The Riptones pared back the frills from their retro-country/rockabilly fusion on their 1999 album
Cowboy's Inn, doubtless due to the fact that the band had been stripped down to a trio (singer and guitarist Jeb Bonansinga, bassist Earl Carter, and drummer Kurt Weisend) from the five-piece edition which recorded their previous album.

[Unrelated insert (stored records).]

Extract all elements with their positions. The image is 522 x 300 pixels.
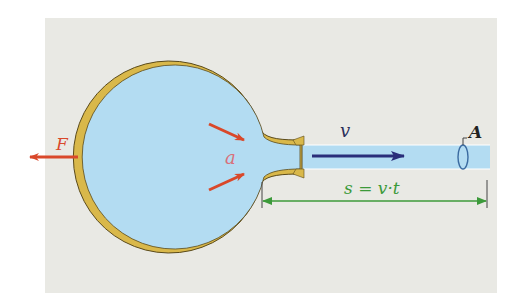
diagram-svg: F a v A s = v·t [0,0,522,300]
diagram-canvas: F a v A s = v·t [0,0,522,300]
force-label: F [55,134,69,154]
velocity-label: v [340,120,350,141]
distance-formula-label: s = v·t [344,178,400,198]
acceleration-label: a [225,147,236,168]
area-label: A [467,122,482,142]
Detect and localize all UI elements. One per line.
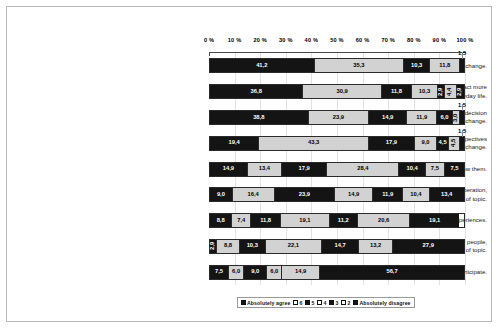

And the opening cut, "I Can't and I Won't," suggests that some pruning was just what the band needed; a hot-rodded bit of updated rockabilly with some hot guitar from briefly returning guitarist
Andon T. Davis, "I Can't and I Won't" is one of the most exciting things the band has ever cut; and if the rest of the album never quite hits the same level of energy, the other tunes show that a simpler approach serves Bonansinga's songs quite well. "Hey You're Gonna Pay" and "Go Be and Do" reflect an admirably unclichéd approach to rockabilly, "Jack's Last Time" is an old-school cowboy ballad given a sharp modern twist, and "Big Timber" discovers the lost link between roots rock and surf music.
Cowboy's Inn offers intelligent and muscular proof that the Riptones are one band who've been able to find a niche within the alt-country scene while creating an approach that's all their own, and it captures the group at their best.